In a dream it's typical not to be rational.

In madness, I thought I was the most important person in the world.

Classes will dull your mind, destroy the potential for authentic creativity.

There are things that tend to moderate with age. Schizophrenia is somewhat like that.

Rationality of thought imposes a limit on a person's concept of his relation to the cosmos.

As you will find in multivariable calculus, there is often a number of solutions for any given problem.

To some extent, people who are insane are nonconformists, and society and their family wish they would live what appear to be useful lives.

I later spent... five to eight months in hospitals in New Jersey, always on an involuntary basis, and always attempting a legal argument for release.

I never saw my grandfather because he had died before I was born, but I have good memories of my grandmother and of how she could play the piano at the old house.

Nowadays we can do computer experiments using Mathematica, and even solve a system of 42 equations. This offers another route to knowledge, rather than mere ideas.
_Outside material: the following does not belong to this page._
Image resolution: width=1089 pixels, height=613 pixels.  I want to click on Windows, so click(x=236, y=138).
Though I had success in my research both when I was mad and when I was not, eventually I felt that my work would be better respected if I thought and acted like a 'normal' person.

I have made the most important discovery of my career, the most important discovery of my life: It is only in the mysterious equations of love that any logic or reasons can be found.
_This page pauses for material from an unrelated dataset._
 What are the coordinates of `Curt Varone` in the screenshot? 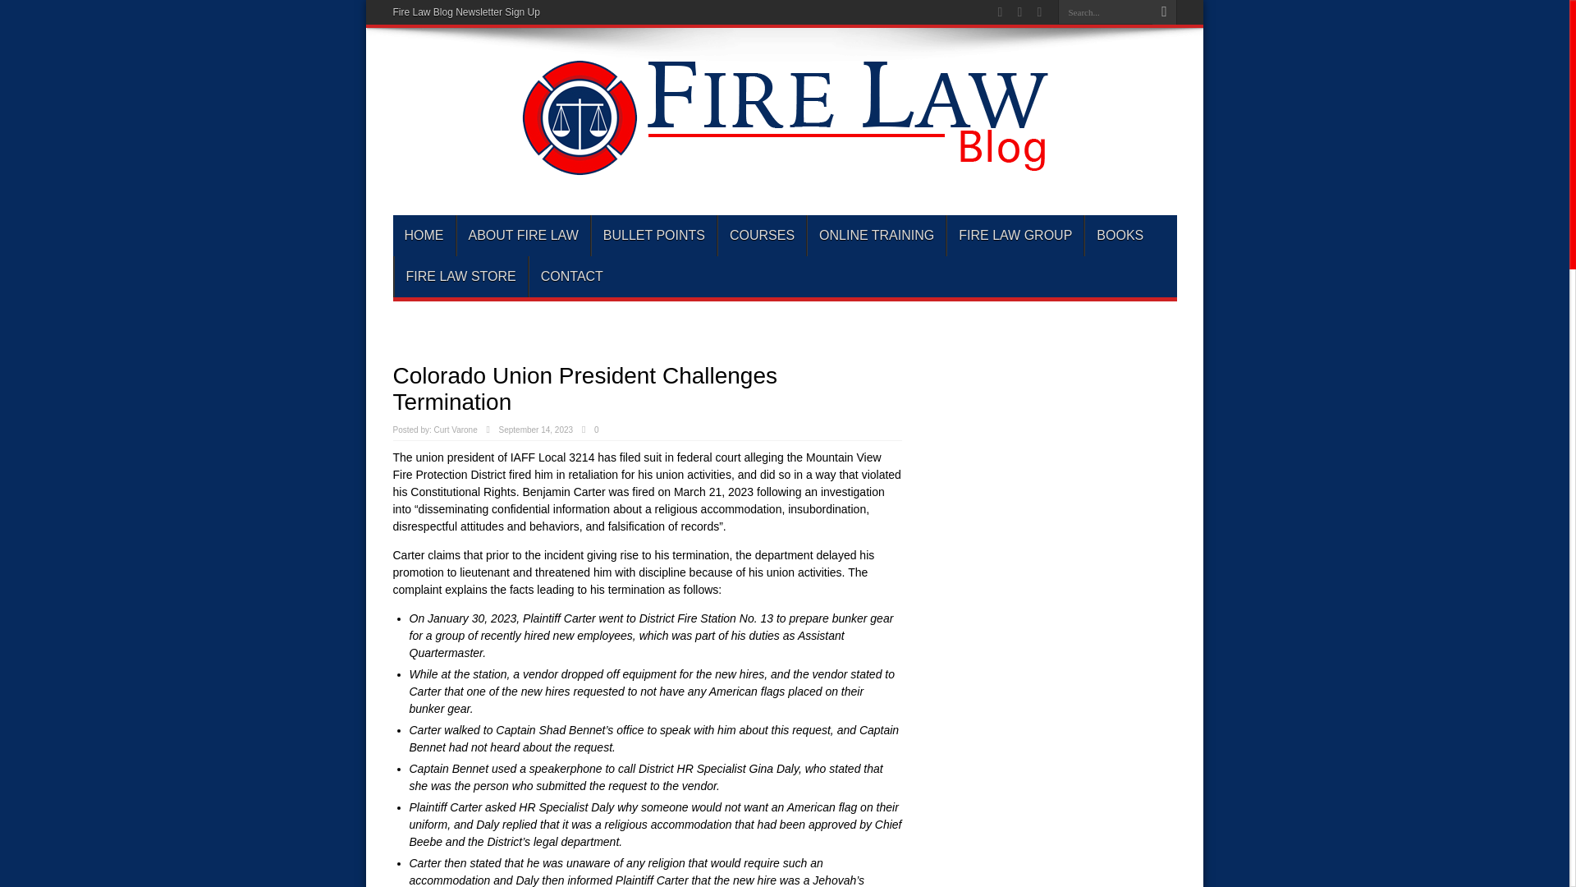 It's located at (456, 430).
People are always selling the idea that people with mental illness are suffering. I think madness can be an escape. If things are not so good, you maybe want to imagine something better.

It's better to be dead, or even perfectly well, than to suffer from the wrong affliction. The man who owns up to arthritis in a beri-beri year is as lonely as a woman in a last month's dress.

I seem to be thinking rationally again in the style that is characteristic of scientists. However this is not entirely a matter of joy as if someone returned from physical disability to good physical health.

I know that if I could really understand mental illness, then it would be appropriate to make a big career shift. I would become a therapist and a leader in terms of mental illness. But I'm not in the position.

I would not dare to say that there is a direct relation between mathematics and madness, but there is no doubt that great mathematicians suffer from maniacal characteristics, delirium and symptoms of schizophrenia.

I had been offered fellowships to enter as a graduate student at either Harvard or Princeton. But the Princeton fellowship was somewhat more generous, since I had not actually won the Putnam competition... Thus Princeton became the choice for my graduate study location.

Gradually I began to intellectually reject some of the delusionally influenced lines of thinking which had been characteristic of my orientation. This began, most recognizably, with the rejection of politically-oriented thinking as essentially a hopeless waste of intellectual effort.

Statistically, it would seem improbable that any mathematician or scientist, at the age of 66, would be able through continued research efforts, to add much to his or her previous achievements. However I am still making the effort and it is conceivable that with the gap period of about 25 years of partially deluded thinking providing a sort of vacation my situation may be atypical. Thus I have hopes of being able to achieve something of value through my current studies or with any new ideas that come in the future.